My Dad's long battle was over. His Parkinson's Disease had arrived when he was about to retire from a long career at the Post Office. It was a job he'd pretty much hated, but kept going to every day -- through rain, sleet and gloom of night -- and all the while, aching for the time when he no longer would have to do that. He retired, and then the end began. Fifteen years of gradual, physical deterioration and imprisonment in a body that no longer took commands. A body that stiffened and trembled and, in the later years, fell to the floor, often badly bruising him. My mom tells me he never uttered a word of complaint.
It's difficult to be certain of my memories of him as a young man, but I recall his love of singing - such a pure tenor sound - speed skating and playing basketball. He loved drum and bugle bands and patriotic/military songs. I remember his wretching into the family toilet after nights of drinking. His doctor warned him of mixing drink with his stomach ulcer. Those were scary times for me.

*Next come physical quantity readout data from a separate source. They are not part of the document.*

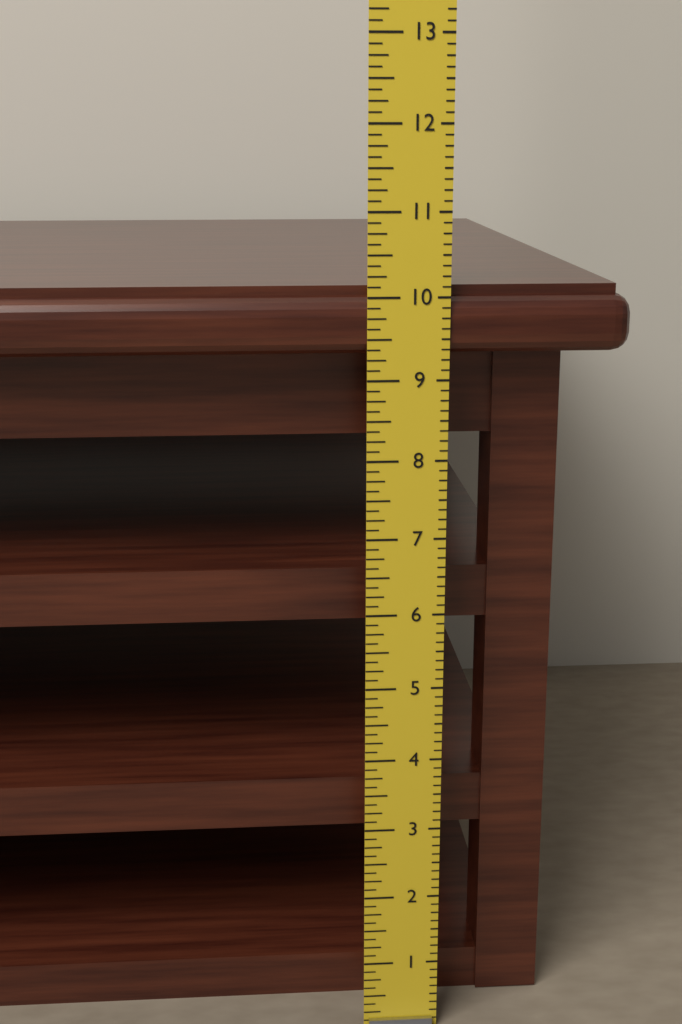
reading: 10.125 in
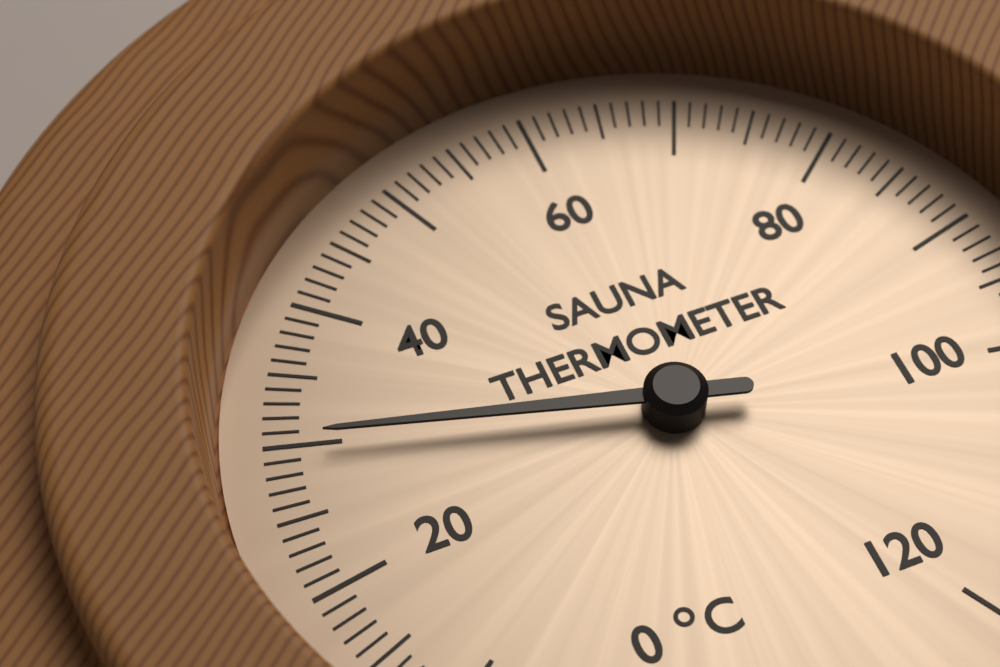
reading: 30 °C
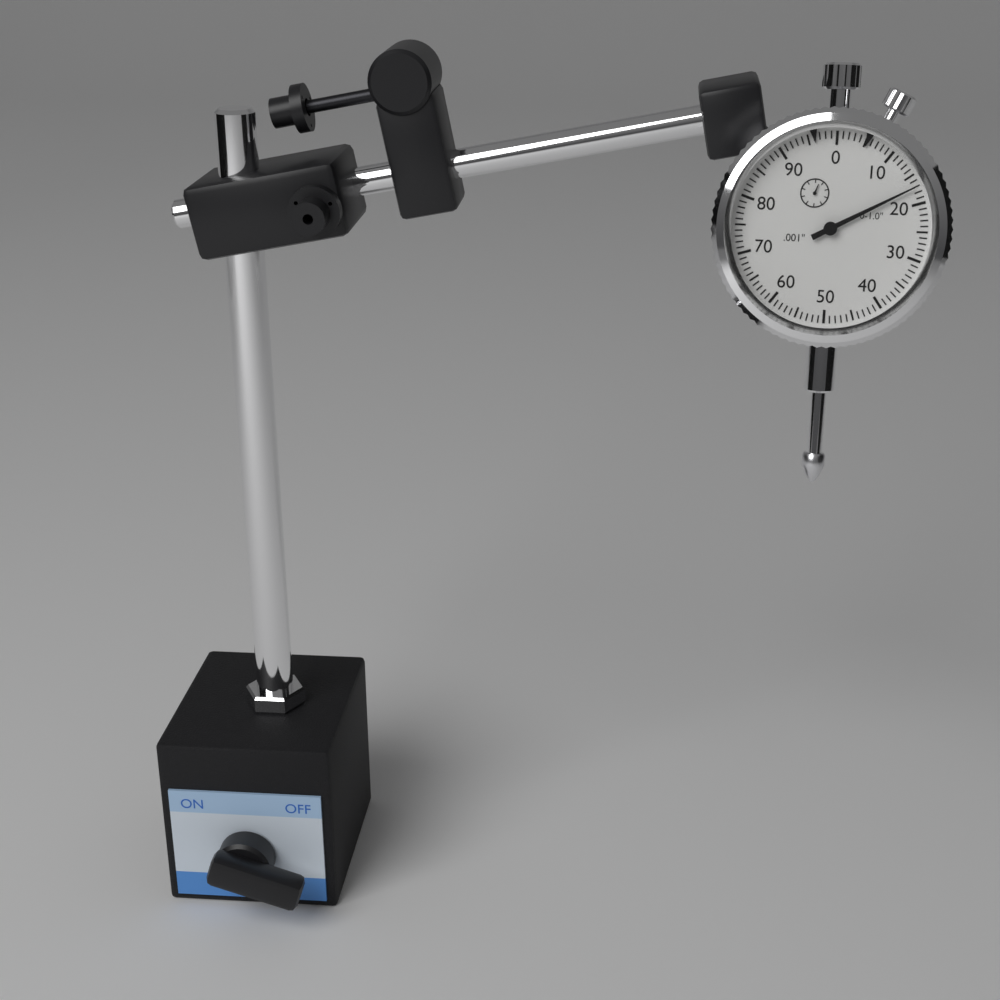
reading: 0.017 in
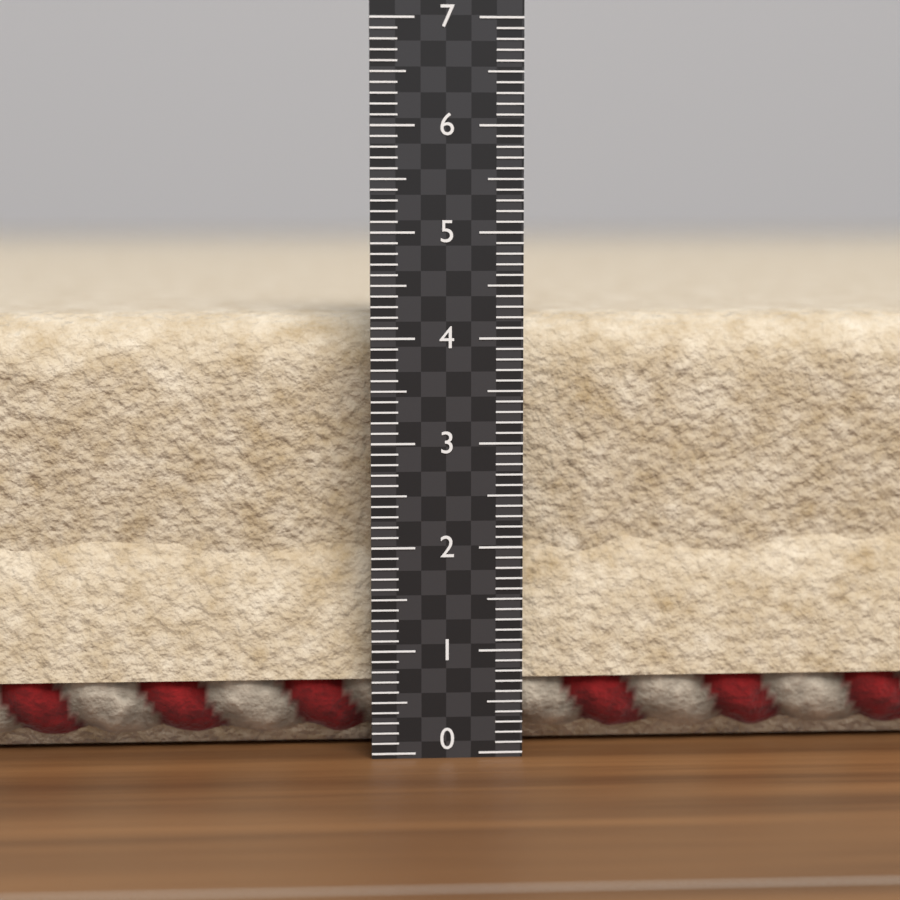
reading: 4.2 (no unit)
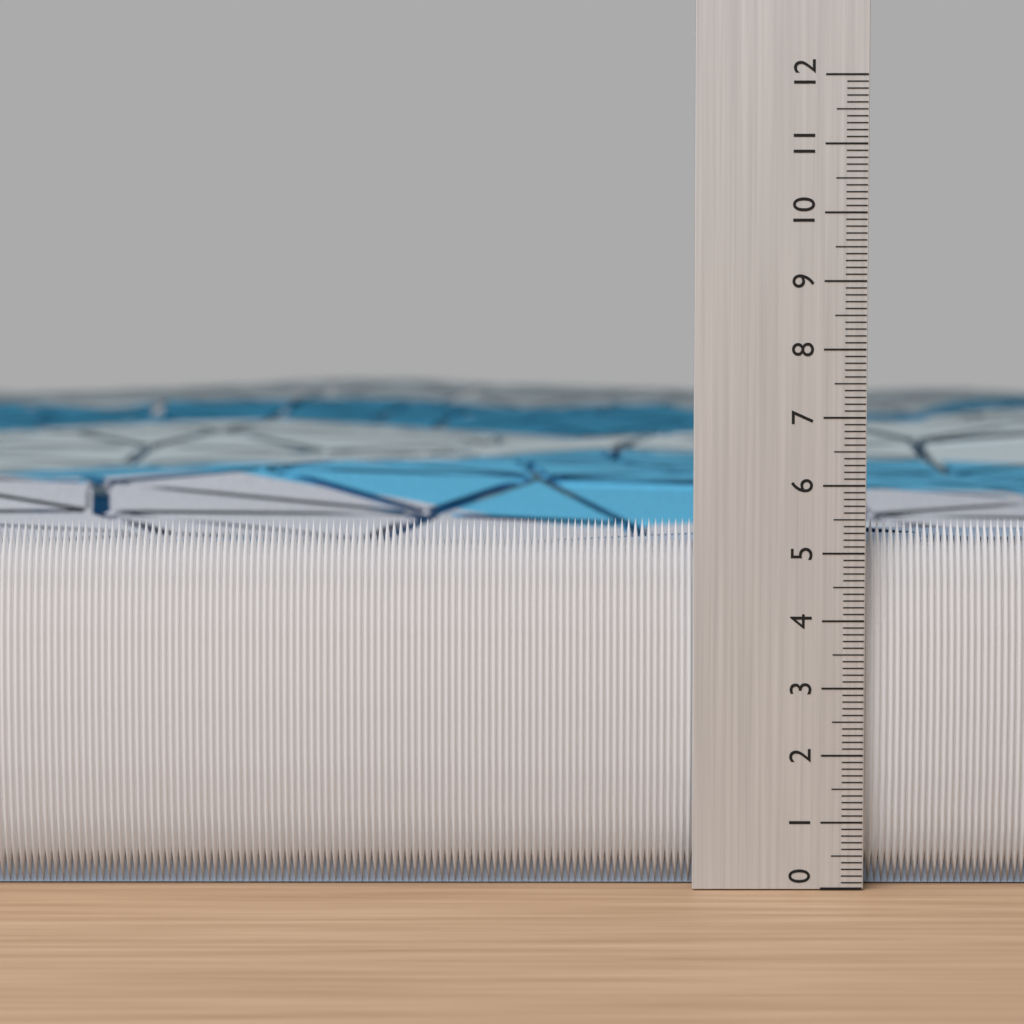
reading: 5.5 (no unit)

I remember his violent temper, the game of "wait until your father gets home," and the beatings that would come within moments of his arrival. My most cherished times were when I had math homework and he would help me when I asked him to. I sometimes faked that, just to be close to him. There were also happy times when we sat on the living room couch on a summer afternoon scoring Red Sox games. I danced with my feet on his shoes at a family wedding. I sat on his shoulders at the fireworks and parades.
But, when I got to be a young woman, like many fathers with budding daughters, he withdrew whatever affection had ever been there. At first, I wondered if he just didn't like me anymore. He pulled away and stayed on the periphery of my life until the very end. Over the years, I'd made my own attempts to connect with him, talk with him, know him. I slowly realized that it takes two people wanting a connection to make a relationship. After a while, I stopped trying. When we saw each other at family gatherings, we were cordial and friendly, like distant cousins. He did not ask me about my work, my opinions or the men I dated; he never once called me on the phone, initiated a hug or expressed any affection. I came to think of him as a man I once adored when I was a little girl, who now lived at my mother's house.
Then one day, near the end of his life, I was alone with him in his hospital room. The disease had deprived him of the use of his voice, so we couldn't have that death-bed cliche' talk which happens often in movies. It was meal time and he needed help to eat. I'd finished feeding him what little he wanted and turned back to look at him, feeling an aching kind of sadness. Curious, I asked him, "Where do you go when you disappear?" His very blue eyes sparkled and he looked right at me. His whole face lit up with a smile. I touched his hand and felt genuinely happy at that moment. which lasted about 30 seconds, maybe. His lips moved, but there was no sound. His eyes shifted downward. Then he was gone again. Breathing, heart beating, eyes blinking, but gone. Vacant. Much like I'd remembered him at home, staring into the television night after night as his children grew up around him.
I grabbed the balloons from out the room the day he died. I carried them to my car, then with a prayer I turned them loose, knowing that his body was free of whatever pain had entrapped him. I prayed for the spirit that had deserved more voice in that body.
That night, as I readied for bed, I recall wondering if my Dad loved me. A childish wonder, but a question, nevertheless. And later, toward dawn the next morning, I had a dream. It was but a flash of a dream, yet seemed powerful and alive. He stood before me, opened his arms and held me as I am today.
Some say that dreams are wishes. And there are some who insist that it's possible to cross over from the spirit world to the material one. No one can really know. And it doesn't really matter.
Smiling when I awoke, I felt lighter and unburdened somehow. I thought to myself, "What has loosened upon the death of my father? And this dream ..." In a spark of insight I realized that hidden under years of judgment, pain and misunderstanding, it was love. Love got loose. It fluttered free, soared above the weight of grief and sorrow for what had been and for what could never be. Love wrapped around me and reminded me that it is always there, whenever I want to let it in.